Follow the money, by Judy Hirst

6 Aug 09
JUDY HIRST| Old financial models never die. They just get restructured and rebranded. That seems to be the lesson from the remarkable resuscitation of the Private Finance Initiative, reported in this week’s Public Finance

Old financial models never die. They just get restructured and rebranded. That seems to be the lesson from the remarkable resuscitation of the Private Finance Initiative, reported in this week’s Public Finance.

At the onset of the recession, there were dire predictions about the demise of the Treasury’s favourite instrument for building hospitals, schools and infrastructure – off-balance sheet and on the never-never.

New international accounting rules combined with banks’ unwillingness to lend were expected to kill off the 17-year-old PFI – and not before time according to its critics.

In the event, the prophets of doom have been outmanoeuvred. The Treasury Infrastructure Finance Unit, a life-support service for the PFI, has proved short of customers. Only Greater Manchester’s waste disposal project has availed itself of Tifu’s services. The troubled M25 widening scheme was eventually funded entirely privately.

Meanwhile, as Mark Hellowell reports, banks are now recording soaring credit margins on PFI finance deals: around three times higher than last summer. The near-monopoly position of banks funding these projects has restored the industry to rude health. And the IFRS regulations have been neatly sidestepped.

The PFI’s revival is, of course, only part of a wider picture. Investment bank profits and City bonuses have recently made a spectacular comeback, and there is cautious talk about an upturn.

At one level, this is good news for the public sector. Who, after all, wants boarded-up high streets and job losses putting yet more pressure on service budgets? And with capital spending set to halve after 2011, it is tempting to welcome back the PFI with open arms.

But it’s a little more complex than that. The public finances are already paying a hefty price for underwriting the fragile financial revival. Conservative plans for 10% local service cuts indicate the likely effects on the ground.

Now, with banks increasingly calling the shots, public bodies risk being locked into private finance deals with even higher costs and penalties than at present.

The public sector needs to take a longer view. The Treasury should get tougher with PFI financiers (especially the part-public banks). And councils must explore all available borrowing options, including tackling the legal barriers to running their own banks. Now, more than ever, it is important that the PFI is not the only game in town.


YOUR GOAL:
Transcribe every record exactly as it appears.

DATASET RECORDS:
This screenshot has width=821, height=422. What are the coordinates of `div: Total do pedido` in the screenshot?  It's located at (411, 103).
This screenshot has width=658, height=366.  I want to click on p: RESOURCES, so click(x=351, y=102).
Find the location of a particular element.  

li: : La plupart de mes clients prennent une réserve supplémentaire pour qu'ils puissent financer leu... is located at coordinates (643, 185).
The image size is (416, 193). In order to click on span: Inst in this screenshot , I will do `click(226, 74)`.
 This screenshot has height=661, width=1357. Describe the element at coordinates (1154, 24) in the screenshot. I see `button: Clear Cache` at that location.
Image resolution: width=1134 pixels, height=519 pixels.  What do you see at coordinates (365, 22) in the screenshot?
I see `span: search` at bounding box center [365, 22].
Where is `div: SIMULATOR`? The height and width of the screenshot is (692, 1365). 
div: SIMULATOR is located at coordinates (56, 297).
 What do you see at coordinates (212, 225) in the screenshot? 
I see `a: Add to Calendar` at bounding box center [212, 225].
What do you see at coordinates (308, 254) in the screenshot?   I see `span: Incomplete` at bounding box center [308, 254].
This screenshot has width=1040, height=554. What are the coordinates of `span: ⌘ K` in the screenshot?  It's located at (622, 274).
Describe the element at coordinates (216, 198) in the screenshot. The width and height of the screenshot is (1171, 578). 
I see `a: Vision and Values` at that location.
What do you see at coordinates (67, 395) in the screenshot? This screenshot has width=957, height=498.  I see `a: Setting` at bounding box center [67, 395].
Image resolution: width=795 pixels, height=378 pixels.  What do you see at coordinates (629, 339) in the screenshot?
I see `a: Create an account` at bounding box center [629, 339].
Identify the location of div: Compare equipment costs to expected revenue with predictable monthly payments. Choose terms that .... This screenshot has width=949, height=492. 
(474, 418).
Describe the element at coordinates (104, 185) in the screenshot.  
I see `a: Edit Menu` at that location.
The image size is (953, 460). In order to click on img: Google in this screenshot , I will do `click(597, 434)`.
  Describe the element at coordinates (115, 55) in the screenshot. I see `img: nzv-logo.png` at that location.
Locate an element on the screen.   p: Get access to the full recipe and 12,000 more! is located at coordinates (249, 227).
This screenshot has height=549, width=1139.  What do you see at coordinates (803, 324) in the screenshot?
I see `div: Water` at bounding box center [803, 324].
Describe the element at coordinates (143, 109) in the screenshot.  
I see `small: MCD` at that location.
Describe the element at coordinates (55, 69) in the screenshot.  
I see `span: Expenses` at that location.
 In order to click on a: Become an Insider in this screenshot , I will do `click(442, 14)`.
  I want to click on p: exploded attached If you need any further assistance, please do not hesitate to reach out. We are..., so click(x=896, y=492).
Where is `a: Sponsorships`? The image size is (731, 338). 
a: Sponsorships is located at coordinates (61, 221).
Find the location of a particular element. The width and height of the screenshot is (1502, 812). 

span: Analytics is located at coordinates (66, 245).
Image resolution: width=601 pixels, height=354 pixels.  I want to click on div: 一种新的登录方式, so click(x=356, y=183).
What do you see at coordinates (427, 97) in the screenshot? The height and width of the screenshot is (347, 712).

TASK RESPONSE:
This screenshot has width=821, height=422. What are the coordinates of `div: Total do pedido` in the screenshot?  It's located at (411, 103).
This screenshot has width=658, height=366.  I want to click on p: RESOURCES, so click(x=351, y=102).
Find the location of a particular element.  

li: : La plupart de mes clients prennent une réserve supplémentaire pour qu'ils puissent financer leu... is located at coordinates (643, 185).
The image size is (416, 193). In order to click on span: Inst in this screenshot , I will do `click(226, 74)`.
 This screenshot has height=661, width=1357. Describe the element at coordinates (1154, 24) in the screenshot. I see `button: Clear Cache` at that location.
Image resolution: width=1134 pixels, height=519 pixels.  What do you see at coordinates (365, 22) in the screenshot?
I see `span: search` at bounding box center [365, 22].
Where is `div: SIMULATOR`? The height and width of the screenshot is (692, 1365). 
div: SIMULATOR is located at coordinates (56, 297).
 What do you see at coordinates (212, 225) in the screenshot? 
I see `a: Add to Calendar` at bounding box center [212, 225].
What do you see at coordinates (308, 254) in the screenshot?   I see `span: Incomplete` at bounding box center [308, 254].
This screenshot has width=1040, height=554. What are the coordinates of `span: ⌘ K` in the screenshot?  It's located at (622, 274).
Describe the element at coordinates (216, 198) in the screenshot. The width and height of the screenshot is (1171, 578). 
I see `a: Vision and Values` at that location.
What do you see at coordinates (67, 395) in the screenshot? This screenshot has width=957, height=498.  I see `a: Setting` at bounding box center [67, 395].
Image resolution: width=795 pixels, height=378 pixels.  What do you see at coordinates (629, 339) in the screenshot?
I see `a: Create an account` at bounding box center [629, 339].
Identify the location of div: Compare equipment costs to expected revenue with predictable monthly payments. Choose terms that .... This screenshot has width=949, height=492. 
(474, 418).
Describe the element at coordinates (104, 185) in the screenshot.  
I see `a: Edit Menu` at that location.
The image size is (953, 460). In order to click on img: Google in this screenshot , I will do `click(597, 434)`.
  Describe the element at coordinates (115, 55) in the screenshot. I see `img: nzv-logo.png` at that location.
Locate an element on the screen.   p: Get access to the full recipe and 12,000 more! is located at coordinates (249, 227).
This screenshot has height=549, width=1139.  What do you see at coordinates (803, 324) in the screenshot?
I see `div: Water` at bounding box center [803, 324].
Describe the element at coordinates (143, 109) in the screenshot.  
I see `small: MCD` at that location.
Describe the element at coordinates (55, 69) in the screenshot.  
I see `span: Expenses` at that location.
 In order to click on a: Become an Insider in this screenshot , I will do `click(442, 14)`.
  I want to click on p: exploded attached If you need any further assistance, please do not hesitate to reach out. We are..., so click(x=896, y=492).
Where is `a: Sponsorships`? The image size is (731, 338). 
a: Sponsorships is located at coordinates (61, 221).
Find the location of a particular element. The width and height of the screenshot is (1502, 812). 

span: Analytics is located at coordinates (66, 245).
Image resolution: width=601 pixels, height=354 pixels.  I want to click on div: 一种新的登录方式, so click(x=356, y=183).
What do you see at coordinates (427, 97) in the screenshot? The height and width of the screenshot is (347, 712).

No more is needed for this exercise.